In general, for humans to be essential to the lifecycle of
the infecting agent means that there can be no non-human reservoirs. Two
examples of diseases for which there are non-human reservoirs that come to mind
are yellow fever, which
infects humans and monkeys, and influenza, which infects other mammals and birds.
I won't go into the details of the
economic/political/societal requirements for disease eradication. The short
version is that there must be sustained political will to eradicate a disease.
Since disease eradication is a global effort, you can imagine the complexities
of arriving at an agreement that eradication of a disease is a worthwhile goal.
Removing a Guinea worm CDC/ The Carter Center |
The strategies used to eradicate a disease will vary with
the disease and its mode of transmission. There is no vaccine for Guinea worm
disease, which is transmitted through water. Instead, filtering or boiling
drinking water are two of the techniques used to prevent transmission.
Polio eradication relies on three vaccination strategies:
-
High routine coverage with oral polio vaccine
-
National Immunization Days
-
Supplemental "mop-up" campaigns
As the immunization outreach coordinator at the Chiri Health
Center in Ethiopia, I was involved with achieving and maintaining high routine
immunization coverage in the neighboring villages. During National Immunization
Days, our clinic staff would be recruited to go door-to-door to administer oral
polio vaccine to all of the infants and young children within those households.
I recall spending part of a day walking around Addis Ababa looking for chalk
for the vaccinators to mark the doors of houses they had visited. Fortunately,
there were no outbreaks of polio in our area that required mop-up immunization.
In addition to immunization, the clinic staff were
responsible to report any new cases of acute flaccid paralysis (AFP) that might
have been paralytic polio. Surveillance is an integral part of an eradication
program.

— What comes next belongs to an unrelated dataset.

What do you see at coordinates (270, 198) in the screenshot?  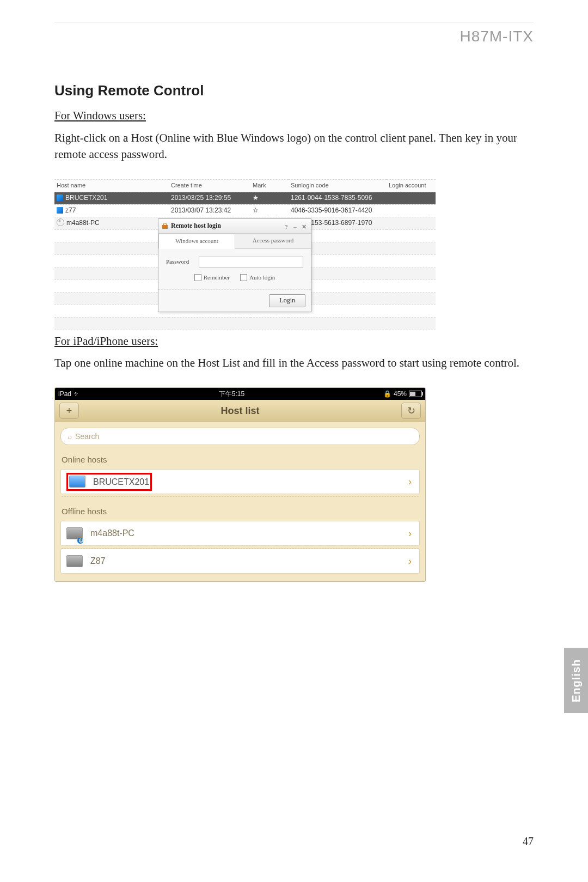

Had we seen a case of AFP in the clinic, we would have been required
to send a stool specimen from the child to Addis Ababa to test for the presence
of poliovirus.
Transmission of one of the three wild poliovirus types has
not been detected anywhere in the world since 1999. Wild poliovirus
transmission has been interrupted in all but four countries: Afghanistan,
India, Nigeria, and Pakistan. Poliovirus transmission had ceased, but has been
reestablished in Angola, Chad, and the Democratic Republic of the Congo.

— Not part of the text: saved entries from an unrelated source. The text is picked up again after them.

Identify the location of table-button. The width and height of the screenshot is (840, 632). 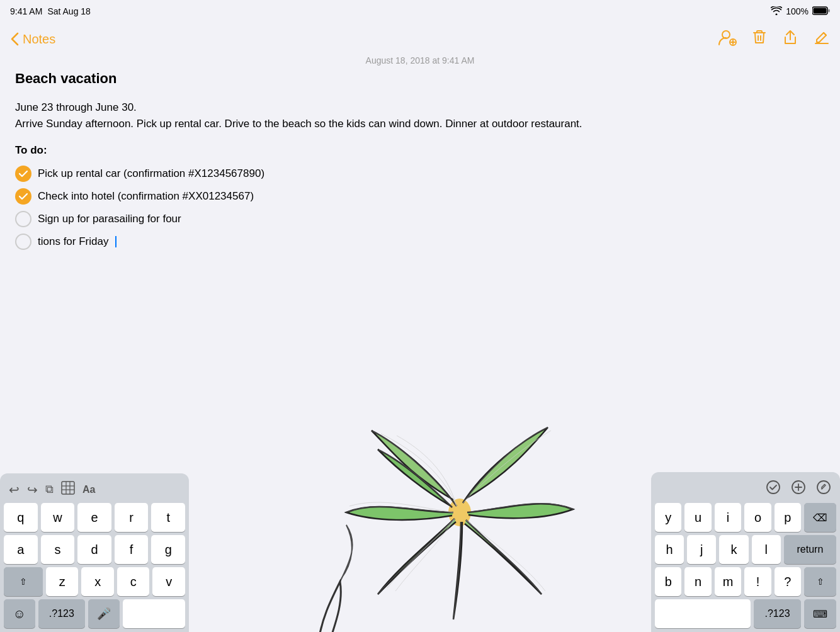
(68, 490).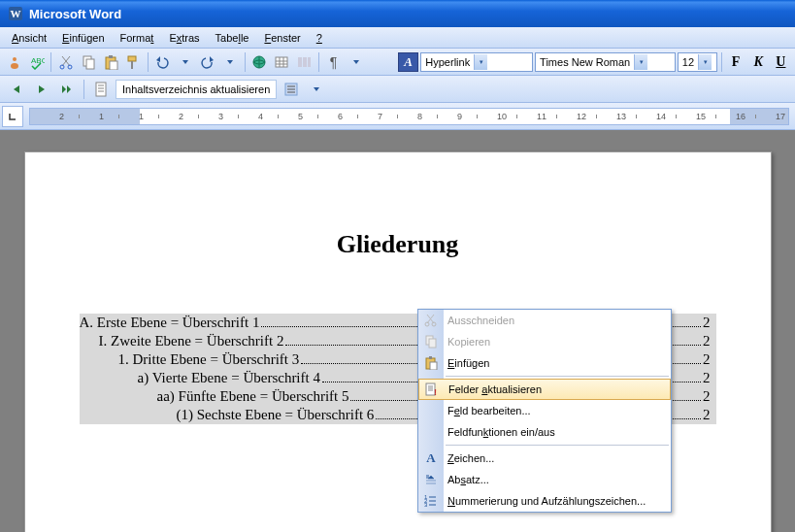  I want to click on font-combo: Times New Roman▾, so click(606, 62).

Outbreaks of polio occur in countries where poliovirus has been reimported.
Until polio has been eradicated, there is a continuing
threat of importation from countries where poliovirus continues to be
transmitted.
I'll spend more time talking about polio and polio vaccines
in a few months when our baby is due for his first dose of polio vaccine.
More information:
-
Global Polio Eradication Initiative
-
The Carter Center: Guinea Worm Disease Eradication
References:
Dowdle, W. A. (1998). The principles of disease elimination
and eradication. Morbidity and Mortality
Weekly Report, 48(Supple. 1), 23-27. http://www.cdc.gov/mmwr/preview/mmwrhtml/su48a7.htm.
Fine, P. E. M. & Mulholland, K. (2008). Community
immunity. In S. A. Plotkin, W. A. Orenstein, & P. A. Offit (Eds.) Vaccines
(5th Ed.) [Electronic version].
Hadler, S. C., Dietz, V., Okwo-Bele, J. M., & Cutts, F.

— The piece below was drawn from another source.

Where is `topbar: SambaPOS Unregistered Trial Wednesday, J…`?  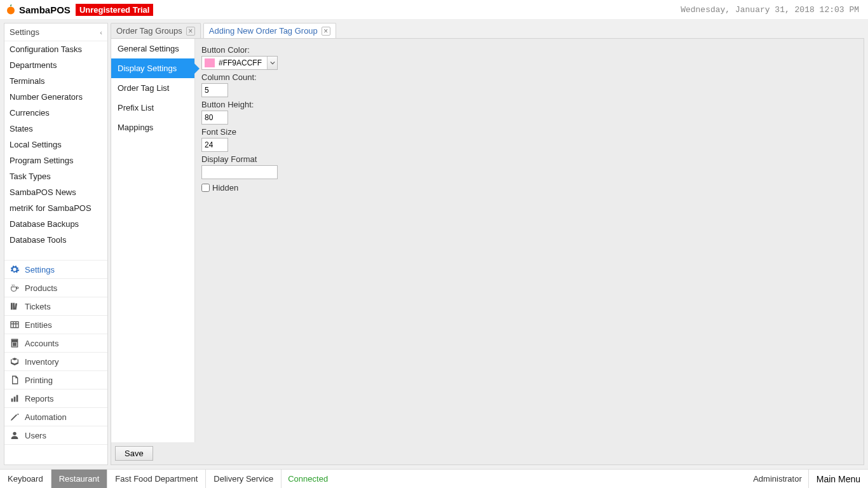
topbar: SambaPOS Unregistered Trial Wednesday, J… is located at coordinates (434, 10).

T. (2008). Immunization in developing countries. In S. A. Plotkin, W. A.
Orenstein, & P. A. Offit (Eds.) Vaccines
(5th Ed.) [Electronic version].
Heymann, D. L. (2011). Disease eradication and control. In
R. L. Guerrant, Walker, D. H., & Weller, P. F. (Eds.) Tropical infectious diseases, principles, pathogens and practice (3rd
Ed.). [Electronic version].
Olsen, B., Munster, V. J., Wallensten, A., Waldenström, J.,
Osterhaus, A. D. M. E., Fouchier, R. A. M. (2006). Global patterns of influenza
A virus in wild birds. Science, 21(312), 384-388.